I'm not seeing how that would be any different.

Count the clicks for rollback vs delete, remembering to remove the page contents from the deletion log.

Count the clicks for rollback vs delete, remembering to remove the page contents from the deletion log.

Why not add a one-click 'remove spam page and all contents and remove and permablock the creator' button/script? (assuming this is possible and relativity easy)

Even if all it does is divert spammers into adding links to existing pages, that's still easier on me and Vladimir.

Encouraging spammers to mess with actual pages people want to read rather than advertising their presence with obvious spam as they currently do doesn't seem good.

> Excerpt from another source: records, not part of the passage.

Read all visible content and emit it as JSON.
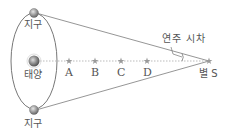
{
  "labels": {
    "earth_top": "지구",
    "sun": "태양",
    "earth_bottom": "지구",
    "parallax": "연주 시차",
    "star_s": "별 S",
    "stars": [
      "A",
      "B",
      "C",
      "D"
    ]
  },
  "colors": {
    "line": "#8a8a8a",
    "orbit": "#777777",
    "star": "#9a9a9a",
    "sun": "#888888",
    "text": "#555555"
  }
}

Why not add a one-click 'remove spam page and all contents and remove and permablock the creator' button/script? (assuming this is possible and relativity easy)

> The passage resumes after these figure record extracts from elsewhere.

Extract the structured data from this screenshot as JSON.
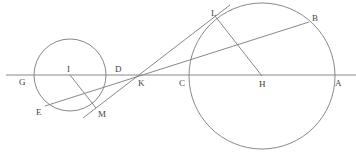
{
  "diagram": {
    "type": "geometry",
    "labels": {
      "G": "G",
      "I": "I",
      "D": "D",
      "K": "K",
      "C": "C",
      "H": "H",
      "A": "A",
      "L": "L",
      "B": "B",
      "E": "E",
      "M": "M"
    },
    "points": {
      "I": [
        70,
        75
      ],
      "H": [
        262,
        76
      ],
      "K": [
        139,
        75
      ],
      "L": [
        215,
        16
      ],
      "M": [
        96,
        108
      ],
      "B": [
        309,
        22
      ],
      "E": [
        45,
        106
      ],
      "G": [
        30,
        75
      ],
      "D": [
        113,
        75
      ],
      "C": [
        189,
        75
      ],
      "A": [
        334,
        75
      ]
    },
    "circles": [
      {
        "name": "small-circle",
        "center": "I",
        "radius": 36
      },
      {
        "name": "large-circle",
        "center": "H",
        "radius": 73
      }
    ],
    "segments": [
      {
        "name": "baseline",
        "from": [
          6,
          75
        ],
        "to": [
          356,
          75
        ]
      },
      {
        "name": "tangent-line",
        "from": [
          83,
          118
        ],
        "to": [
          230,
          5
        ]
      },
      {
        "name": "secant-line",
        "from": [
          45,
          106
        ],
        "to": [
          309,
          22
        ]
      },
      {
        "name": "radius-IM",
        "from": "I",
        "to": "M"
      },
      {
        "name": "radius-HL",
        "from": "H",
        "to": "L"
      }
    ],
    "colors": {
      "stroke": "#7a7a7a",
      "label": "#444444",
      "background": "#ffffff"
    }
  }
}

It's not built-in functionality, and so not easy.

Encouraging spammers to mess with actual pages people want to read rather than advertising their presence with obvious spam as they currently do doesn't seem good.

It may break their bots/scripts when they can't create pages as they obviously default to doing; and when spammers edit pages, they tend to not replace the contents but add to them. Since the wiki isn't heavily trafficked, it's a tradeoff I'm willing to make.

Why not add a one-click 'remove spam page and all contents and remove and permablock the creator' button/script? (assuming this is possible and relativity easy)

It's not built-in functionality, and so not easy.

That isn't something that is terribly difficult to implement even as a completely external script using nothing but the web interface.

[-][anonymous]12y20

In the spirit of holding off on proposing solutions let's analyze the problem further: There are actually two parts to it:

Firstly, how can we keep a high quality of the wiki content?

I think the important metrics in this part is the ratio of spammers to the numbers of people who are willing to moderate the wiki and the easiness of editing a page or creating a new page compared to restoring the previous version.

Secondly, how can we keep the recent wiki edits section relevant?

This depends solely on how we can identify the relevant information.

On Nov. 10 there were 21 changes: 2 real edits, 7 new spam users, and 12 page-deletions/user-blocks (cleaning up after the spam). On Nov. 11 there were 37 changes: 2 real edits, 15 new spam users and 20 page-deletions/user-blocks.

That's a significant drain on Gwern and Vladimir's time that could (and should) not be wasted. (They are the only two who are moderating it at the moment, as far as I can tell.)

The second question isn't relevant; we are talking about how the wiki has a large amount of spam (and how to stop it), not how LW presents the recent edits.

As a temporary measure (until some other setting is implemented/activated), account creation could be disabled.

A more permanent measure could an extra captcha added to the registration form (a brief google suggests it might be possible to get media-wiki to do this without too much trouble, and so could be simpler than Vladimir's solution, which is better), which asks a LW-specific question, possibly randomised out of a list of several, such as:

  • What is the first (or last) name of the user with the most karma overall? (or, in the last 30 days, but implementing this might be just as hard/harder than Vladimir's solution)
  • What is the name of the long series of posts by Eliezer?
  • What is the name of the sister site of LessWrong?
  • What is the nth word of the tagline of LessWrong? (where n is random)

(Obviously, a spammer could put special cases in for each question, but with enough questions, or some randomisation, this could be mitigated)

You can also shorten the timeout on the captcha. A common captcha bypass method is to get the captcha for some site, use it as a captcha on some site you run, and use that response on the one you're trying to bypass.

One thing that can help is to disguise and indirect the captcha. Put a fake response field in with nearly zero screen size, with the name 'Captcha response', that an automatic captcha bypass could put its response into, and then have an 'inappropriately' named but properly placed field immediately after, that people will actually see.

The LW trivia is of course a better solution, but this one is much easier to implement - just a few static HTML fragments here and there.